For landowners like Hagenbarth, the appeal of the West is a catch-22. On one hand it drives the cost of land up, which makes it difficult for ranchers to expand their operations. The other problem is that most private lands are alongside creeks and rivers. Selling those areas, Hagenbarth explains, renders a lot of the public land allotments useless because they no longer have access to water.

On the other hand, it’s good in that ranchers reap handsome returns from their land if they decide to or are forced to cash out.

Generally, he notes, the people who buy these ranches don’t understand much if anything about ranching — or the environment, for that matter.
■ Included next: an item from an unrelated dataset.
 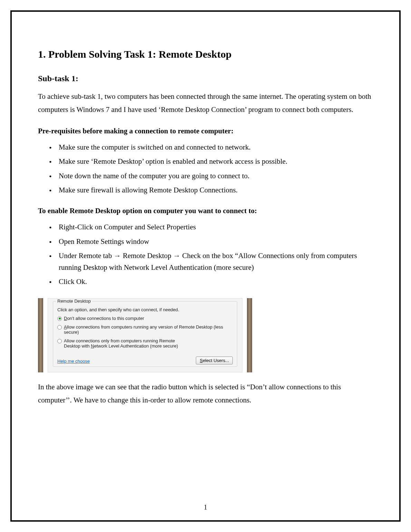 What do you see at coordinates (249, 335) in the screenshot?
I see `window-edge-right` at bounding box center [249, 335].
"They don’t have the drive or the knowledge as to what it takes to maintain a healthy ecosystem. The only way to do that is to put your nose in the dirt and your ass in the air and study it and look at it and live it and work with it. That’s how you learn it. That takes a lot of time and a lot of money. Those folks coming in are not willing to put out that effort," Hagenbarth says.

"It’s more of a hobby or playtime for them. They want to live the life, but they don’t want to pay the dues to be successful, and when I say successful I mean to keep the ecology healthy, diverse and vibrant."
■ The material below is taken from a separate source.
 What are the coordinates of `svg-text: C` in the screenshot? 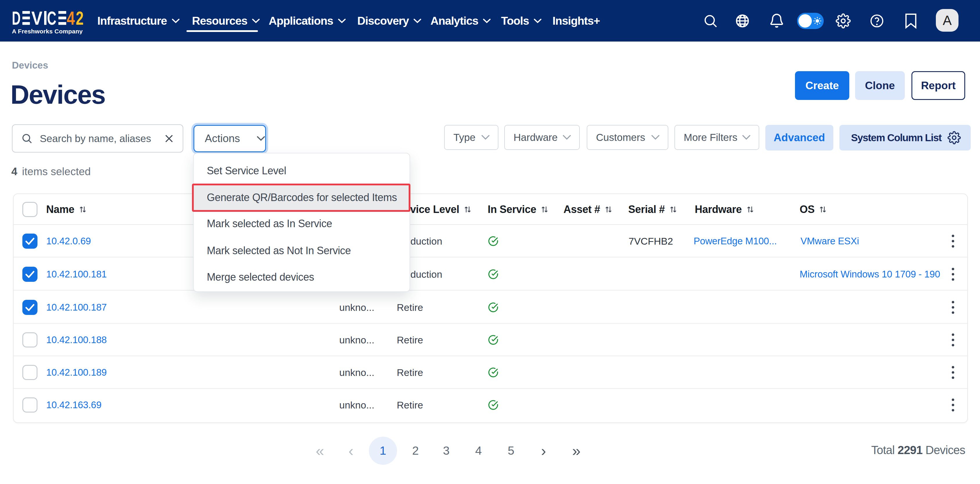 It's located at (52, 19).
Government regulation on public lands has made it increasingly difficult to manage the resource in the way it should be managed. Because operating on federal land is taking so much more management time, Hagenbarth says he’s seriously considering divesting himself of all public lands which are not absolutely necessary to his operation.

Hagenbarth has one son in college who is interested in coming back to the family operation, but he worries about his future. The estate tax issue, he says, is the real killer now.

"We’re not out here to make money. We’re here to make a living, to work with the land and leave it better than we found it, to make a good lifestyle and family life.

"We’re asking agriculture to operate and compete on a free trade basis when the trade is not fair. That will eventually break us in agriculture. The European Community realizes that agriculture is very important to their countries and they subsidize it. Whether or not we should be subsidizing agriculture I don’t know, but if things don’t change, we’re not going to have any agriculture to subsidize, and if you ever start importing all your food, it’s going to be a disaster down the road."

As for the future of the beef industry itself, Hagenbarth says it’s up to the producers to move the industry forward in terms of convenient, consistent beef products.

"The rest of the world isn’t Santa Claus. You have to make your breaks. The beef carcass is like gold. It has so much more going for it than chicken, yet look what they’ve done with chicken," Hagenbarth says.

"We must produce a safe, convenient, good tasting product. If we don’t, then we’re done and we will go the way of the sheep industry."